**THE PROBLEM:** Although the data holds pictures, return only the lines from the one containing "Describe the element" to the end, exactly, and without them.

[DATA TO EXAMINE Boundary: Start]

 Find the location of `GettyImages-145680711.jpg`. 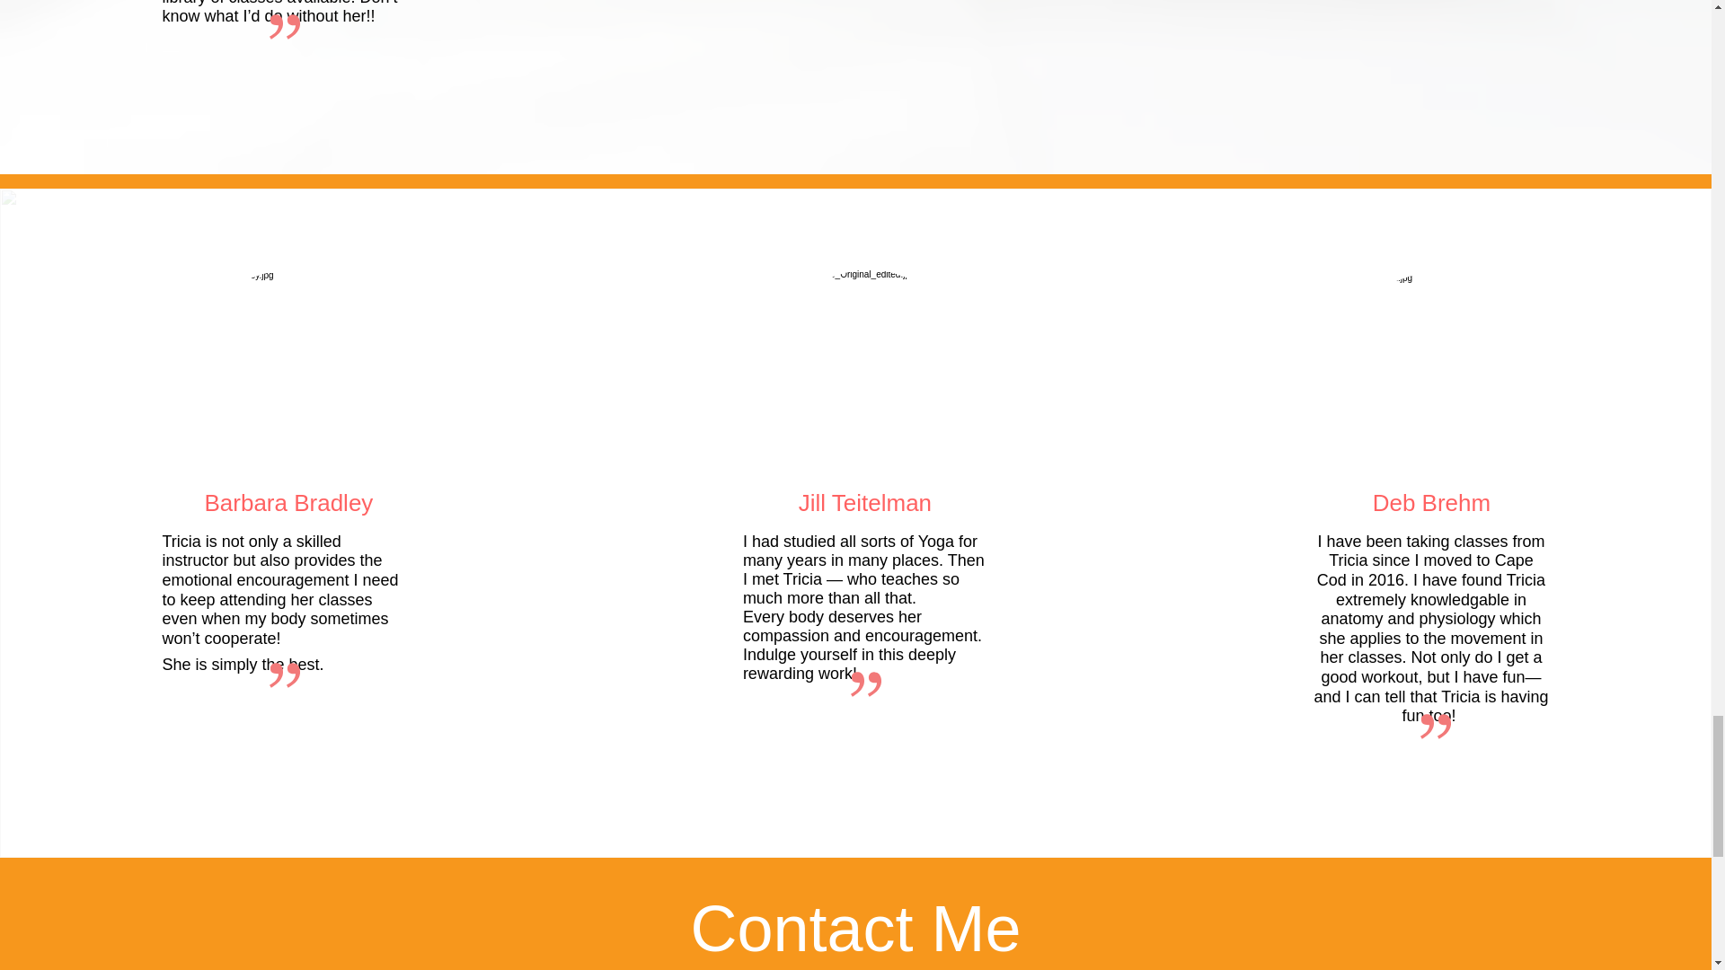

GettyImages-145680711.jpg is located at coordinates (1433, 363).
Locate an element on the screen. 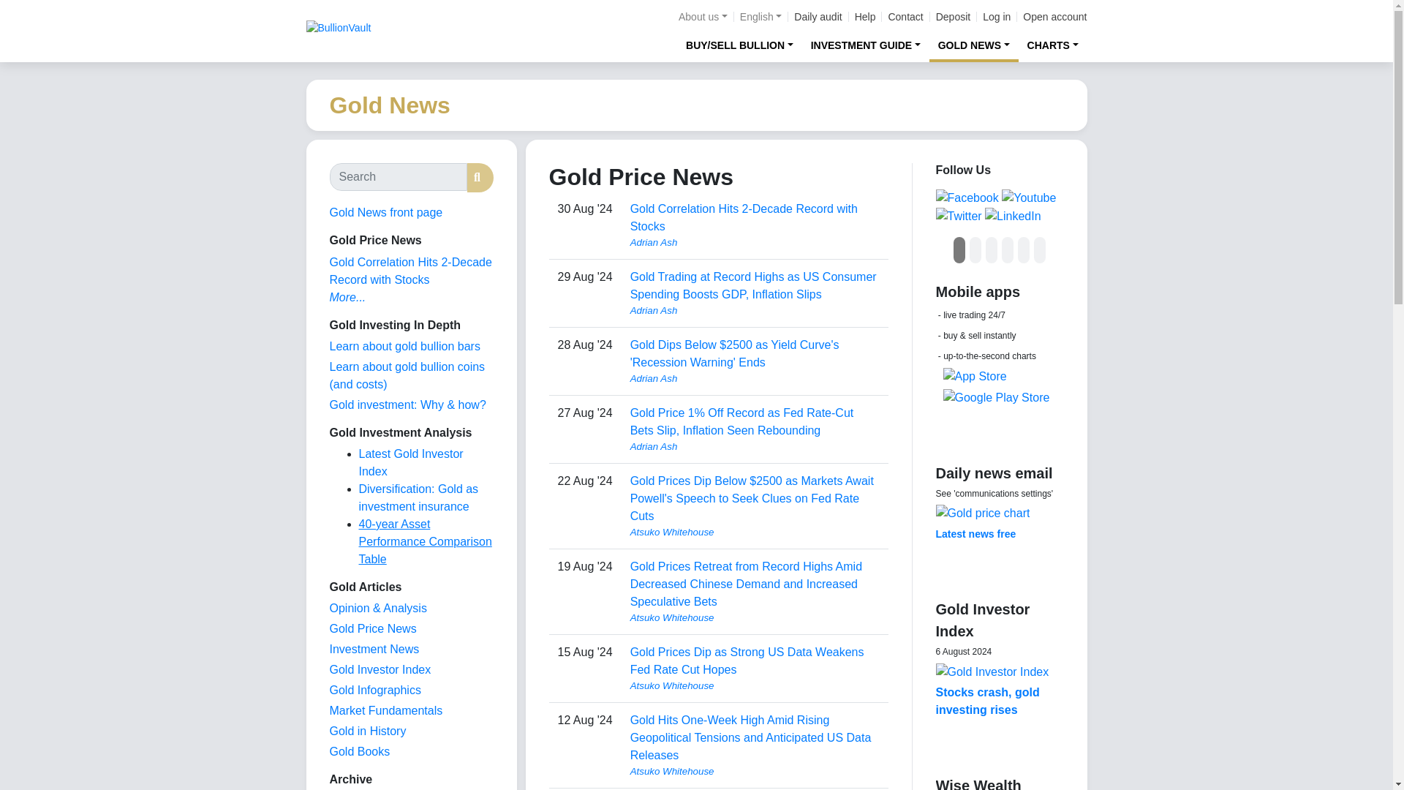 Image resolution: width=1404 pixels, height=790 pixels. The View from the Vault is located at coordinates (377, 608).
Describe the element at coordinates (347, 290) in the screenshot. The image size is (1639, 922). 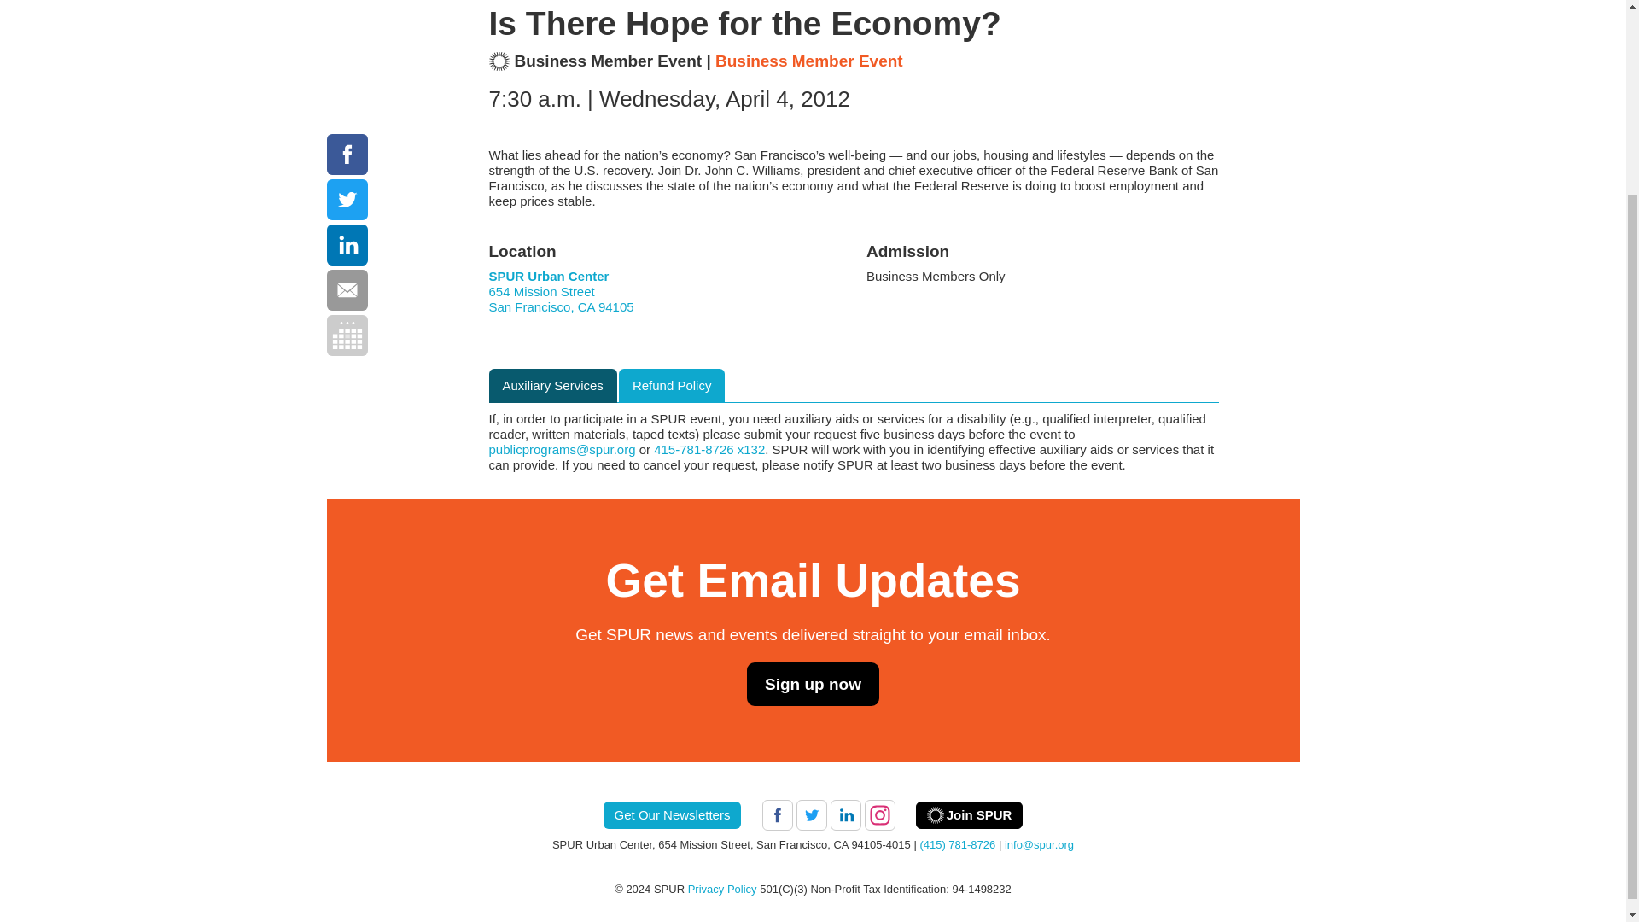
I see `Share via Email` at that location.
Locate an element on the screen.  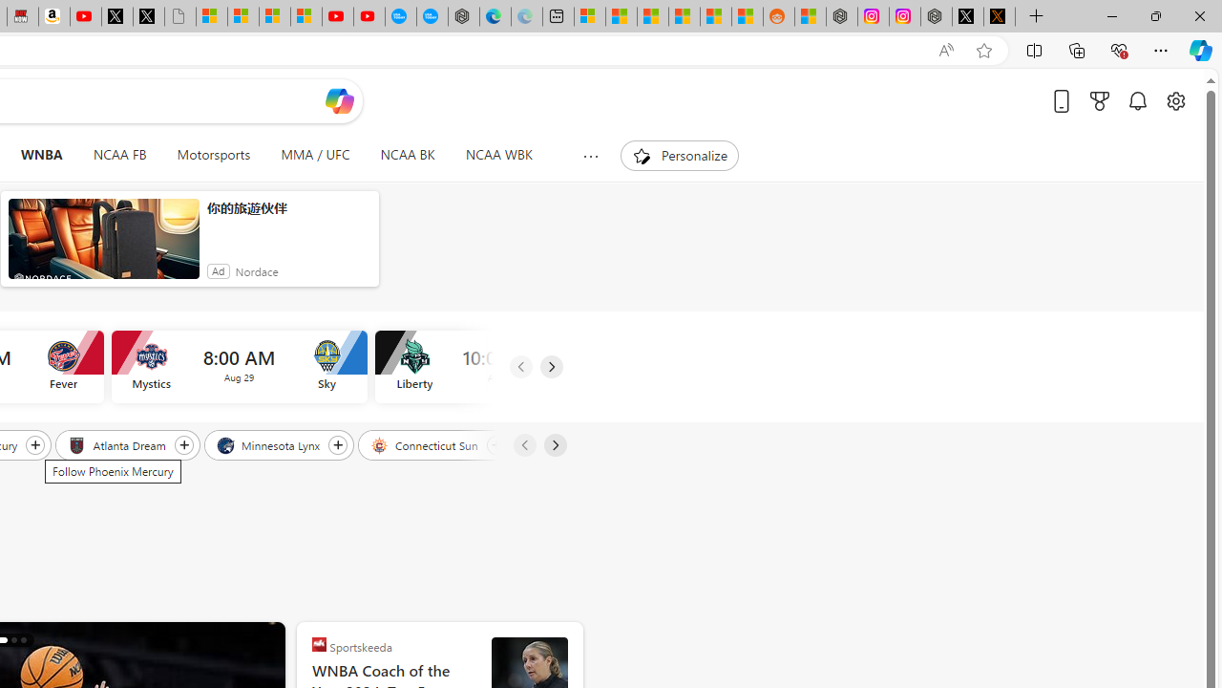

[DATA TO EXAMINE Boundary: End]

**ANSWER BELOW:**
Describe the element at coordinates (347, 290) in the screenshot. The image size is (1639, 922). 
I see `Share via Email` at that location.
Locate an element on the screen.  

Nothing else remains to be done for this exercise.